Scott closes by reminding us that we need to design and build better places for privacy within compact development. Not necessarily more of it, but better. Food for thought.
Walkable but relatively peaceful density, Washington, DC (photo by F. Kaid Benfield)
Wendy Waters, who researches and analyzes urban economic trends and writes the blog All About Cities, seems to agree. Comparing locations with different Walk Scores, she suggests that the urbanist Holy Grail of a perfect 100 score may not be for everyone. She likes her own neighborhood (Walk Score 98), but concedes that a high volume of traffic and noise and a lack of privacy can all be aggravating. A still urban but less intense setting might be better:
“A couple decades ago, few people wanted walkability–they wanted quiet, or the perceived security of auto-centered life. Today, many want the opposite. But maybe we’ve gone too far in thinking everybody should have everything close by? Perhaps even more people would embrace an urban life with an 85 Walk Score?”

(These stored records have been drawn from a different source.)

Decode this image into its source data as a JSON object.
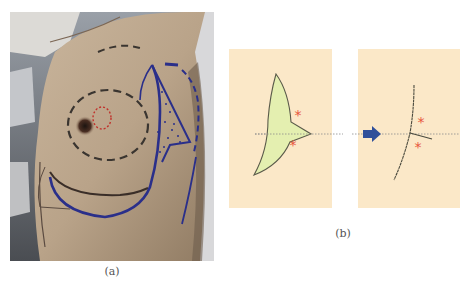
{
  "figure": {
    "panel_a": {
      "caption": "(a)",
      "description": "Clinical photograph of lateral breast with preoperative skin markings",
      "markings": {
        "inner_circle_color": "#c0302a",
        "dashed_ellipse_color": "#3a3530",
        "flap_outline_color": "#2a2f8a"
      }
    },
    "panel_b": {
      "caption": "(b)",
      "left_schematic": {
        "label": "flap-design",
        "asterisks": [
          "*",
          "*"
        ],
        "fill_color": "#e4efb0",
        "outline_color": "#5a5a4a"
      },
      "right_schematic": {
        "label": "closure-result",
        "asterisks": [
          "*",
          "*"
        ]
      },
      "arrow_icon": "right-arrow",
      "arrow_color": "#2f4f9a",
      "asterisk_color": "#e8553c",
      "panel_color": "#fbe8c8"
    }
  }
}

The comments on the post add interesting perspective to the discussion, most of them also using Walk Score while discussing the tradeoffs of urban living. One commenter said that she would gladly give up “ten, twenty, even thirty points” in Walk Score to get away from the noise. Responding to the comments, Waters writes that “in many cities and neighborhoods there are almost-linear balancing opportunities between extreme-walkability-with-noise vs. increasingly quieter or more private living, but a need to walk a few extra blocks.”

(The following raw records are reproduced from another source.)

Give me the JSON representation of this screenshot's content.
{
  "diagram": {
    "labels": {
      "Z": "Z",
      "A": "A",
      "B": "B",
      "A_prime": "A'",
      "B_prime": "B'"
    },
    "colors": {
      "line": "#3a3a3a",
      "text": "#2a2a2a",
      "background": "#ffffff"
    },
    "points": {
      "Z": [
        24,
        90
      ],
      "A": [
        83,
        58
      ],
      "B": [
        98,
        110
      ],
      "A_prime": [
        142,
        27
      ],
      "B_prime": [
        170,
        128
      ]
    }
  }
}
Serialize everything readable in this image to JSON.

I think this may be an issue we haven’t completely figured out yet. I suppose one too-easy answer is that there never has been and never should be a one-size-fits-all approach to smart growth and urbanism. We can and should provide a variety of environments that offer a range of living choices while staying well within the framework of sustainability. People who value community over quiet should be able to choose that, and vice versa. New urbanism offers the urban-to-rural “transect” as a way of providing different levels of appropriate urban intensity in different parts of a region.
But the availability of choices within urban settings can be tough to realize on the ground, where real-world development occurs in limited-scale, scattered fashion, one parcel here, another there, with developers eager to maximize returns on investment. In the DC area, I’m not seeing many proposals for moderate density (say, 10 to 20 homes per acre) except in the far outer ‘burbs where it won’t do much good environmentally, even if builders can find buyers for it. For infill and transit-adjacent projects, I’m seeing plenty of urban intensity, but hardly ever a park or the kind of tranquil, publicly accessible courtyard that can provide an antidote to hyper-urban settings.
Is more attention to moderate density, in more places, part of the answer? Maybe, and so is better design. But perhaps there are other answers, too. That we must have more urbanism is not up for debate, as far as I’m concerned. So let’s keep working on getting it right, and making it better.